Flocks of snow geese have been passing over central Missouri for a week now and I observed several more at Eagle Bluffs Conservation Area yesterday afternoon. As on my visit the previous week, an excellent variety of ducks and raptors were also encountered and, following a trend in recent years, a squadron of American white pelicans was already visiting the refuge.
Then, about 2 PM, a large flock of greater white-fronted geese arrived from the south, the first that I have seen this season. After circling the floodplain refuge for twenty minutes or so, they settled down in a shallow lake surrounded by marsh and tall grasses; there they joined a flock of northern pintails, a handful of snow geese and a mix of other puddle ducks. They were soon followed by two more flocks of white-fronts which, having spotted their cohorts, were less skittish about dropping into the sheltered marsh.

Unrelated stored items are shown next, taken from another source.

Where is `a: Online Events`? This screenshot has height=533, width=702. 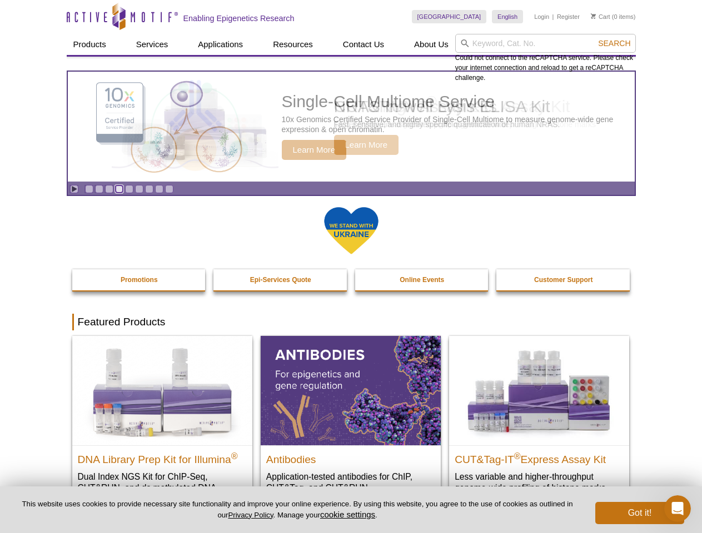
a: Online Events is located at coordinates (422, 280).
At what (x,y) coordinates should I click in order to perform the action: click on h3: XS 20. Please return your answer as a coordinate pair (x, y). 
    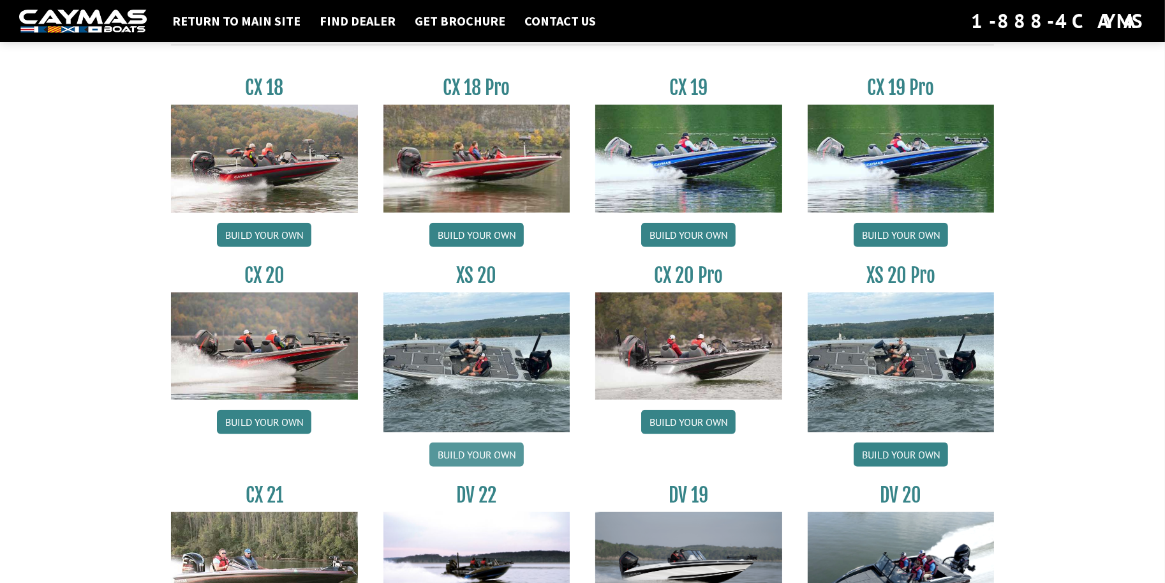
    Looking at the image, I should click on (477, 275).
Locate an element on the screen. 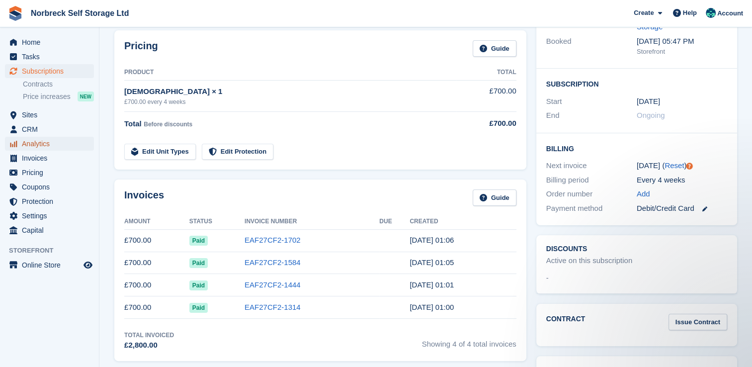 Image resolution: width=752 pixels, height=367 pixels. time: 2025-07-07 00:01:24 UTC is located at coordinates (431, 284).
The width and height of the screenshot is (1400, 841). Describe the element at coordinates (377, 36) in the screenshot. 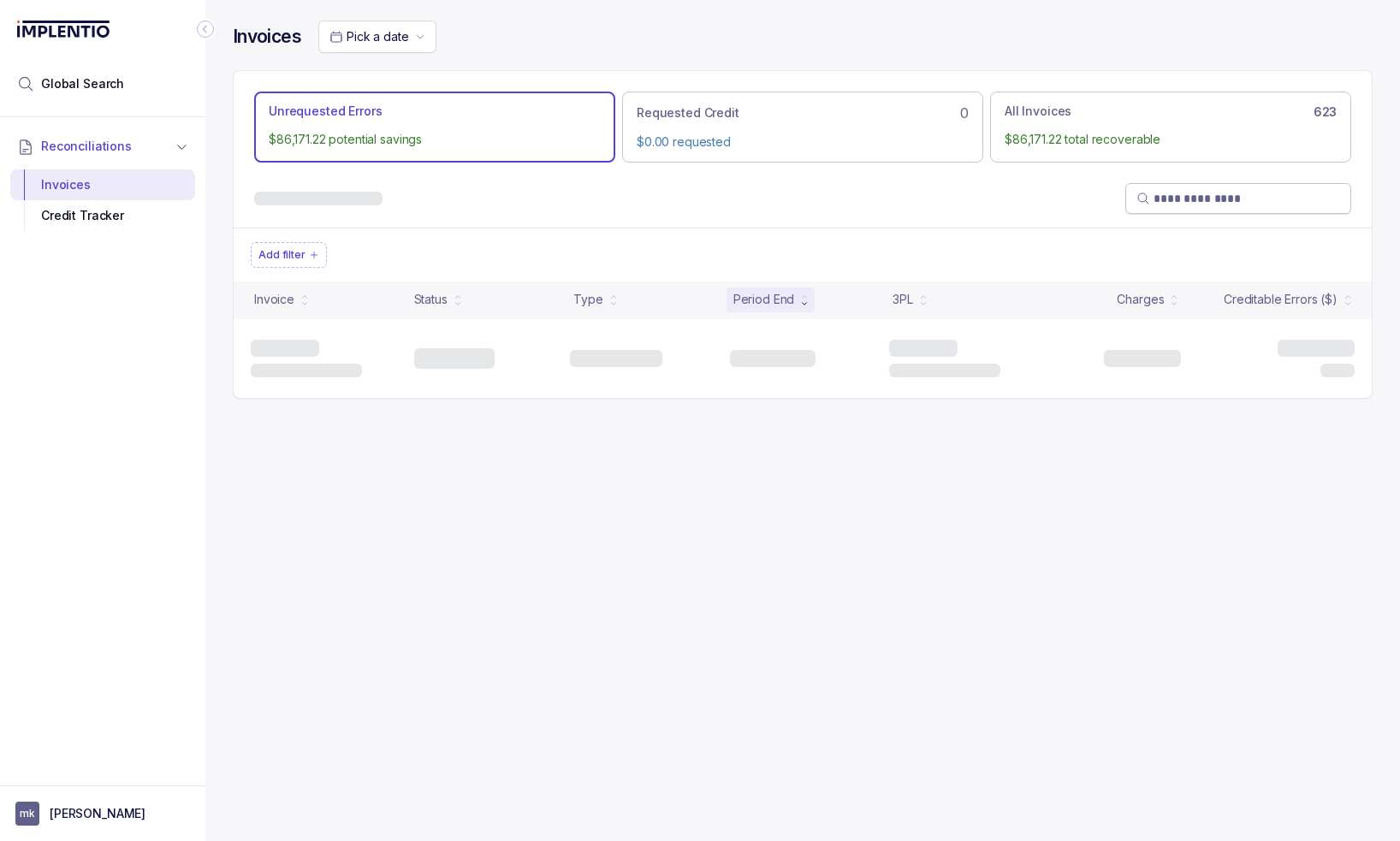

I see `span: Pick a date` at that location.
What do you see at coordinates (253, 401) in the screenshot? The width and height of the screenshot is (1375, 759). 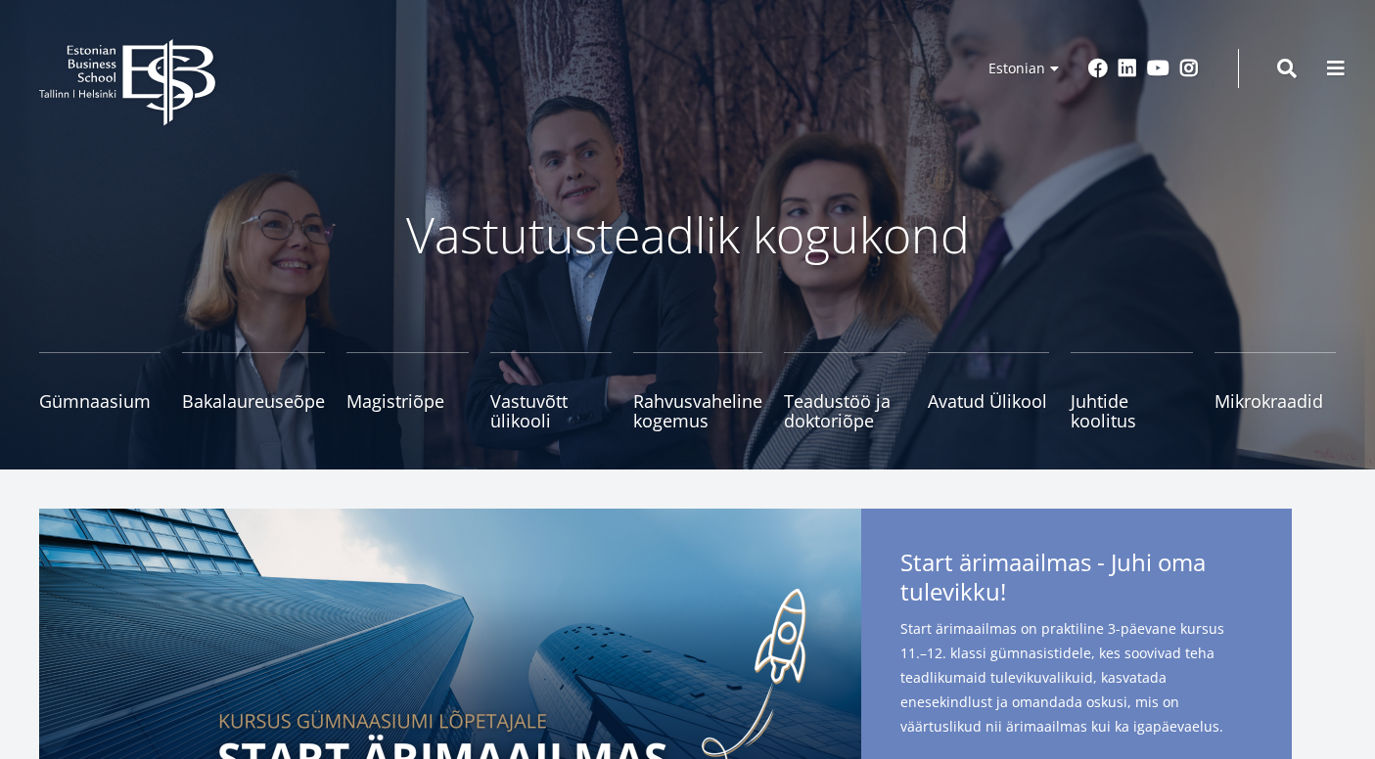 I see `span: Bakalaureuseõpe` at bounding box center [253, 401].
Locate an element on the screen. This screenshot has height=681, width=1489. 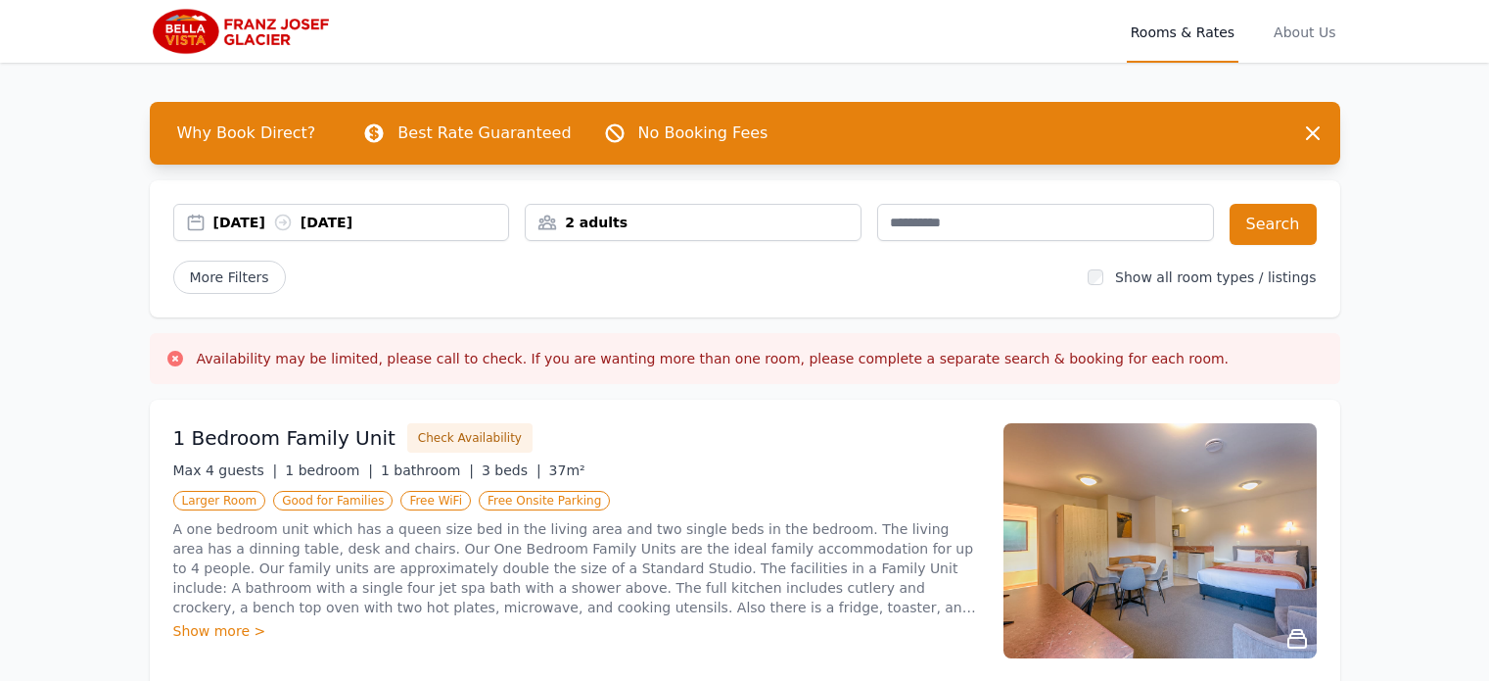
img: Bella Vista Franz Josef Glacier is located at coordinates (244, 31).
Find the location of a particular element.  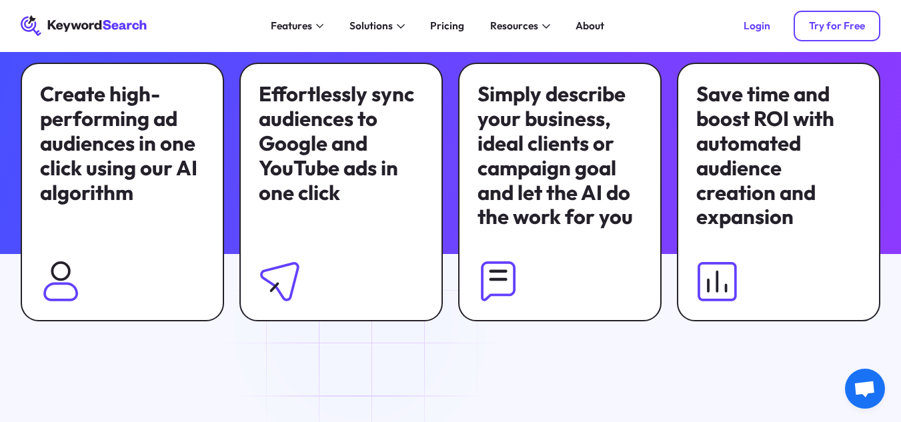

a: Open chat is located at coordinates (865, 389).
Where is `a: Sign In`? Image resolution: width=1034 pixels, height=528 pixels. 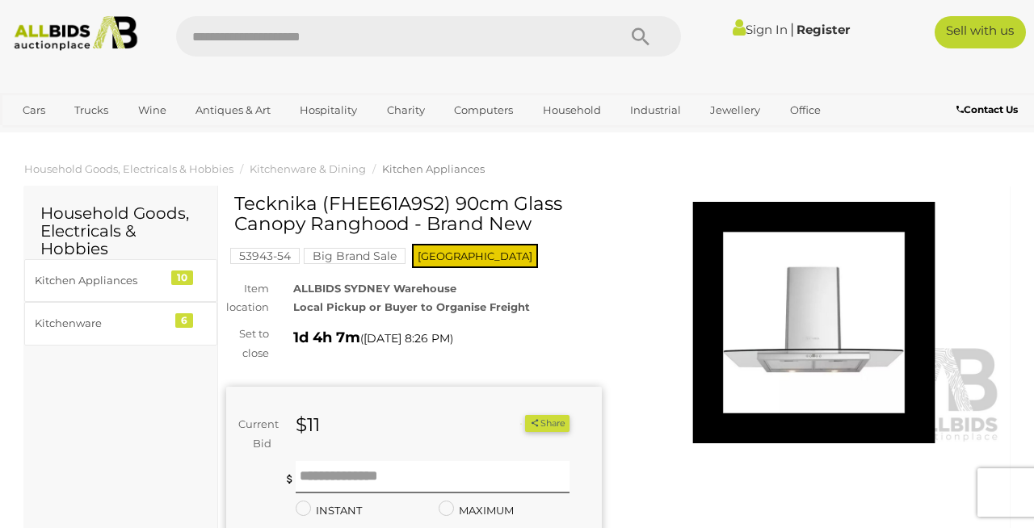 a: Sign In is located at coordinates (760, 29).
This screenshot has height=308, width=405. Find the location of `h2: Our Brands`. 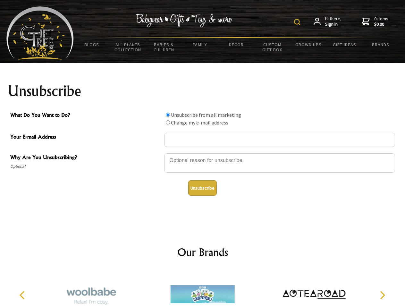

h2: Our Brands is located at coordinates (203, 252).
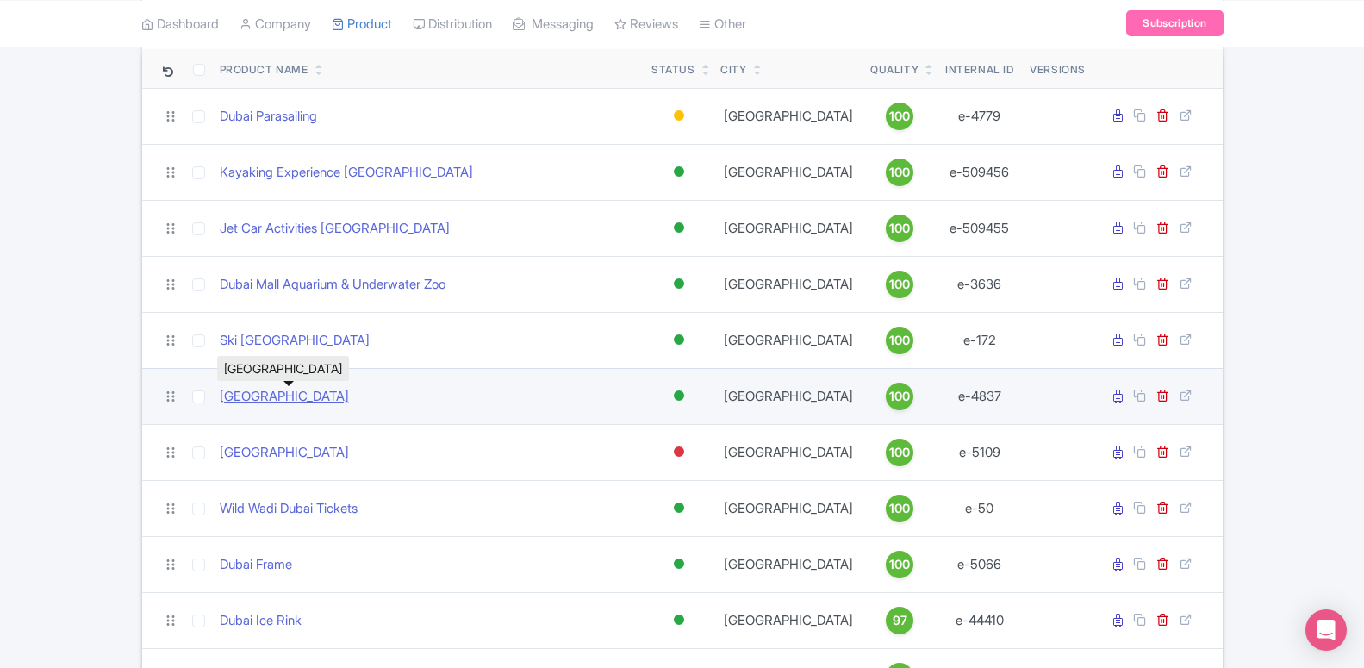 The image size is (1364, 668). What do you see at coordinates (333, 284) in the screenshot?
I see `a: Dubai Mall Aquarium & Underwater Zoo` at bounding box center [333, 284].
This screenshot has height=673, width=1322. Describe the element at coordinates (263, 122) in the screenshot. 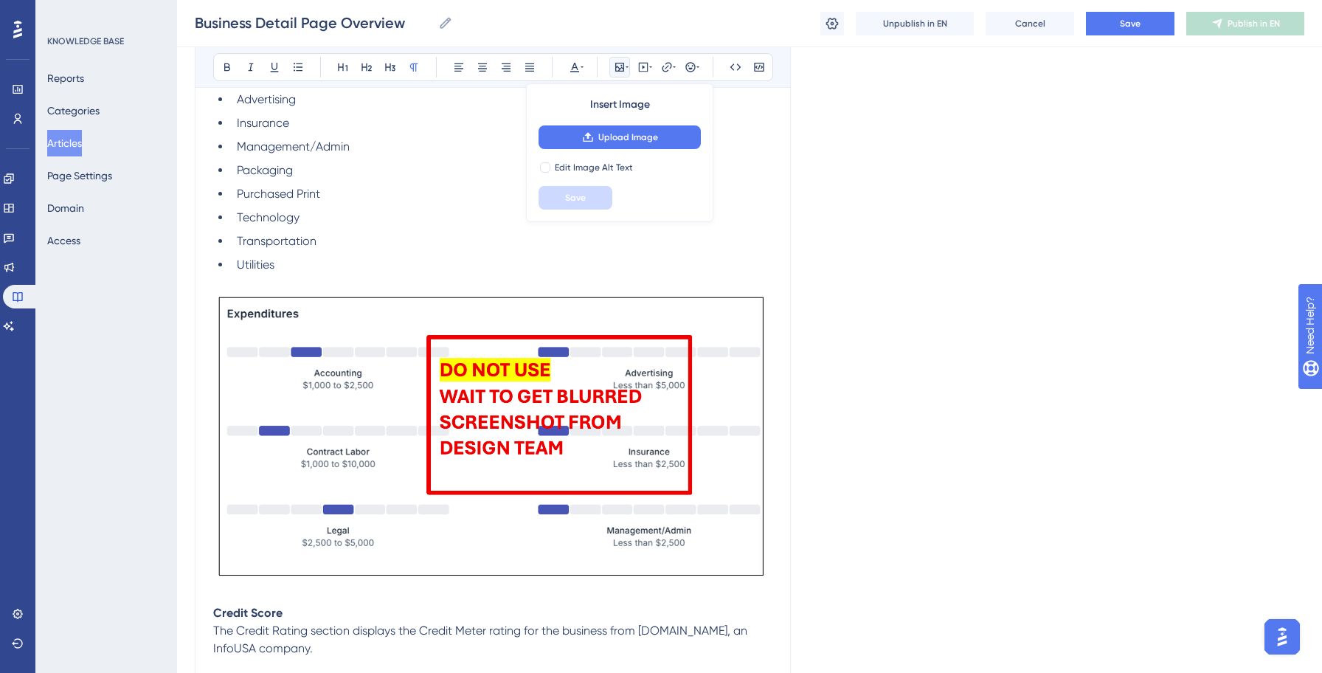

I see `span: Insurance` at that location.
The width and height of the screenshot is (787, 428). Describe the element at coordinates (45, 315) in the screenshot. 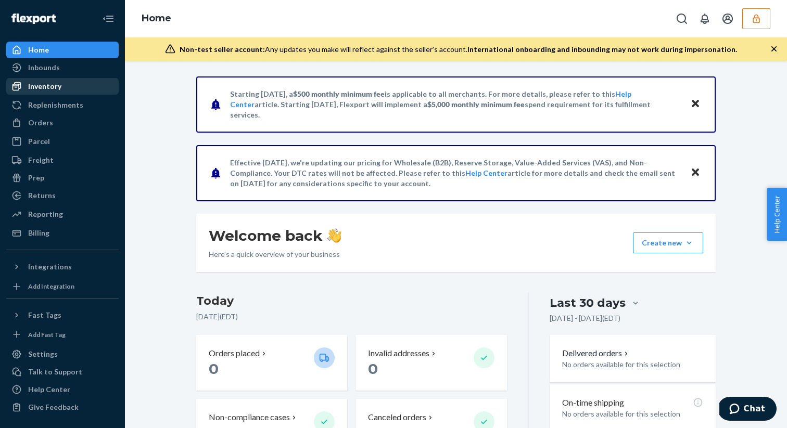

I see `div: Fast Tags` at that location.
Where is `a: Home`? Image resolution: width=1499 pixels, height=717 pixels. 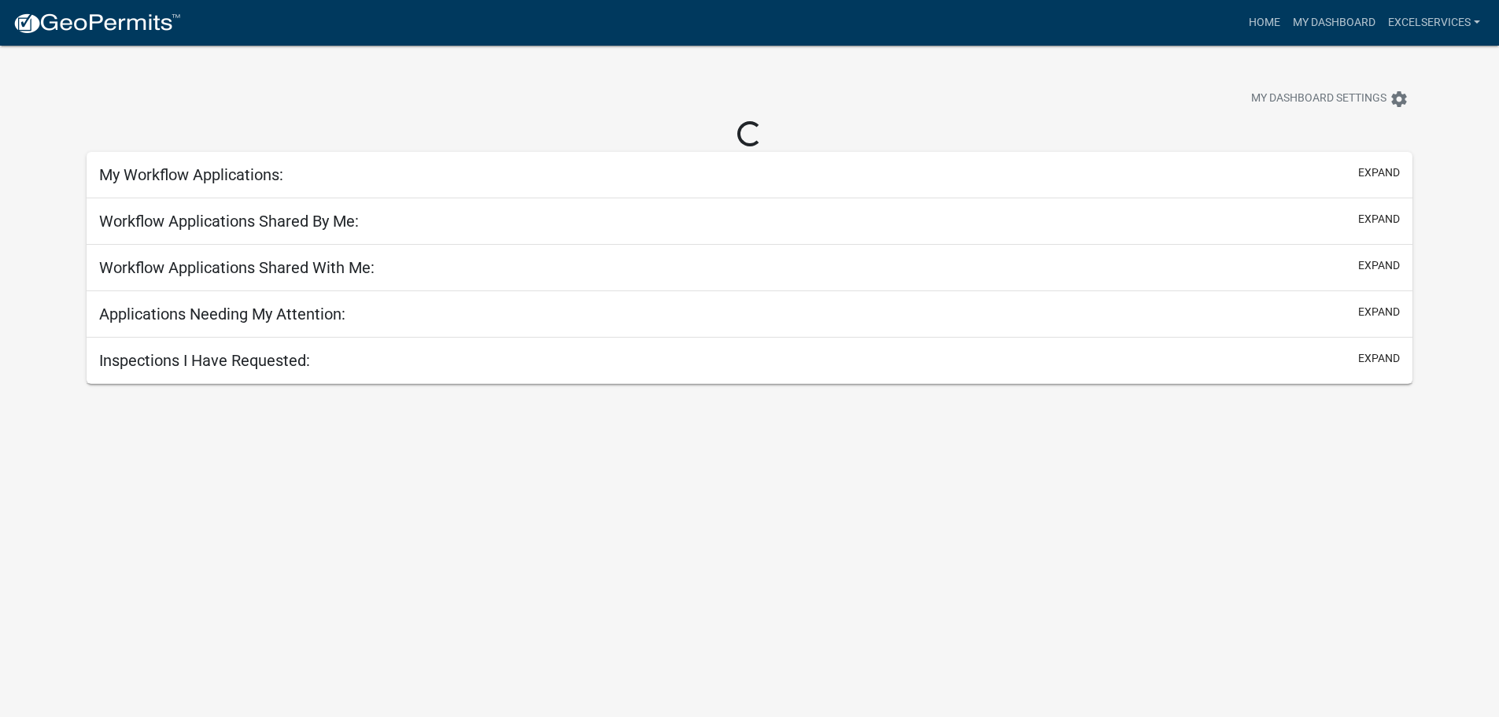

Greater white-fronted geese breed on the Arctic tundra across Alaska and Canada and winter on crop fields and coastal marshes from southern California to Louisiana, including northern Mexico; migrations are generally west of the Mississippi Valley though a Greenland population of white-fronted geese may winter along the Atlantic Coast. Their spring migration through Missouri usually peaks from late February into early March and yesterday's flocks were the vanguard of what has become an annual spectacle in our State; indeed, the number of greater white-fronts is increasing in North America and massive flocks may be encountered along the Missouri River Valley.